A spokesman for Saudi Arabia’s justice ministry could not immediately be reached for comment.
Fayadh’s conviction was based on evidence from a prosecution witness
who claimed to have heard him cursing God, Islam’s Prophet Mohammad and
Saudi Arabia, and the contents of a poetry book he had written years
earlier.
A lower court had previously sentenced Fayadh to four years in prison
and 800 lashes. The case went to the Saudi appeals court and was then
returned to the lower court, where a different judge last November 17
increased the sentence to death.
The second judge ruled defence witnesses who had challenged the prosecution witness’ testimony ineligible.

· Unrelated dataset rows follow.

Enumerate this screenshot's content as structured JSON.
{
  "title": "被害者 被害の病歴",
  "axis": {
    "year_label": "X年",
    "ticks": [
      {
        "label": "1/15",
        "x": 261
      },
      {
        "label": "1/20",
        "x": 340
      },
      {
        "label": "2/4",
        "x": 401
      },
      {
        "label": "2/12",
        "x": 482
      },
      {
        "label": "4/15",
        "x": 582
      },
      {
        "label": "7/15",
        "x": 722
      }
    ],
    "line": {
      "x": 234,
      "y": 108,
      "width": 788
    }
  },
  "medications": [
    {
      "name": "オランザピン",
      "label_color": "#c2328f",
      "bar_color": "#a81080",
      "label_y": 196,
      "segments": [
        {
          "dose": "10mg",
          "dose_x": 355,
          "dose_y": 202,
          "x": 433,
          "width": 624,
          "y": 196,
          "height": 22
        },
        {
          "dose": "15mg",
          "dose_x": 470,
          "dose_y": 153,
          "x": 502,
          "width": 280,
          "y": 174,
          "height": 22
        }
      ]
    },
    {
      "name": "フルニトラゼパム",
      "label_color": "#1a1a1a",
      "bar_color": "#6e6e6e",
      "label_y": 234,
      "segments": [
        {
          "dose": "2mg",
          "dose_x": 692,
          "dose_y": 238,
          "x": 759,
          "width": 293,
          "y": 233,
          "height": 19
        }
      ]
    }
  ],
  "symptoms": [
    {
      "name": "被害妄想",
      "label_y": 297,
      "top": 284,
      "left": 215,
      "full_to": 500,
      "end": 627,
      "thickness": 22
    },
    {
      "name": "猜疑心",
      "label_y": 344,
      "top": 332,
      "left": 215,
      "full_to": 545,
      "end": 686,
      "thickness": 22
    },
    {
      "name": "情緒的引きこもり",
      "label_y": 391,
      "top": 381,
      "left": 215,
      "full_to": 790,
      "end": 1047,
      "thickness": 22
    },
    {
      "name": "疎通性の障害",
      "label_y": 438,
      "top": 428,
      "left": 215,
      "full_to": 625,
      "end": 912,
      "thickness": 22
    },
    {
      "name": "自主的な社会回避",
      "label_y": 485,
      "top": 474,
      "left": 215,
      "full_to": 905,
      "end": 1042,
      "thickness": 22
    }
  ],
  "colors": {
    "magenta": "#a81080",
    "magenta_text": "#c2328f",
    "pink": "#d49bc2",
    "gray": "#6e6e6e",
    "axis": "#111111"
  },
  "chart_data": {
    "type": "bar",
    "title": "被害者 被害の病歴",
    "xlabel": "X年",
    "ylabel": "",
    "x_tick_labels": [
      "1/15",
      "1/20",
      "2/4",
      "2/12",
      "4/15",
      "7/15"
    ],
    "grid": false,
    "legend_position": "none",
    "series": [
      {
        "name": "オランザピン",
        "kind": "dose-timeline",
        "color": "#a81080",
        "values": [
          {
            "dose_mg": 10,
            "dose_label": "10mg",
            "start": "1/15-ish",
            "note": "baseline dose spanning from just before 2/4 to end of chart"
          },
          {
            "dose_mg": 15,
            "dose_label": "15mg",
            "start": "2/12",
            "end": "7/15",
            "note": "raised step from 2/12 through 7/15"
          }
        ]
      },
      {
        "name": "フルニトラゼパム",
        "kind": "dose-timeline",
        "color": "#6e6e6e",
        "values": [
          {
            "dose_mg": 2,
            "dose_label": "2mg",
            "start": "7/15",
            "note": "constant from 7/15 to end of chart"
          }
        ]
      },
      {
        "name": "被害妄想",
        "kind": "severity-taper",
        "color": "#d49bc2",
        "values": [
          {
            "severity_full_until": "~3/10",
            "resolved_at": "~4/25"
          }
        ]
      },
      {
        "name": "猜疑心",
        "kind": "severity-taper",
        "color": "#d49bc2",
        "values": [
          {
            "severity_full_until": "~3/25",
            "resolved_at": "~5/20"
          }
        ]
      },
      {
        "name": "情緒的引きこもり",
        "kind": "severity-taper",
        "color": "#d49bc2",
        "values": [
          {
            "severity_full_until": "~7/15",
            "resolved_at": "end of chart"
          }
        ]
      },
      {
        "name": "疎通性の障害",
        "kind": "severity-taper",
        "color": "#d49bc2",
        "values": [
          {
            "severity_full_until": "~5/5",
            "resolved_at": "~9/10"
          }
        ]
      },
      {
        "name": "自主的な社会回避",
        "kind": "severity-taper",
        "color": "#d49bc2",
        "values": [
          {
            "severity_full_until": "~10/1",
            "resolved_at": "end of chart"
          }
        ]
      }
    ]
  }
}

Saudi Arabia’s justice system is based on sharia, or Islamic law, and
its judges are clerics from the kingdom’s ultra conservative Wahhabi
school of Sunni Islam. In the Wahhabi interpretation of sharia,
religious crimes including blasphemy and apostasy incur the death
penalty.
Liberal writer Raif Badawi was flogged 50 times in January last year
after his sentencing to 10 years in prison and 1,000 lashes for
blasphemy, prompting an international outcry. Badawi remains in prison,
but diplomats have said he is unlikely to be flogged again.
Saudi judges have extensive scope to impose sentences according to
their own interpretation of sharia without reference to any previous
cases. After a case has been heard by lower courts, appeals courts and
the supreme court, a convicted defendant can be pardoned by King Salman.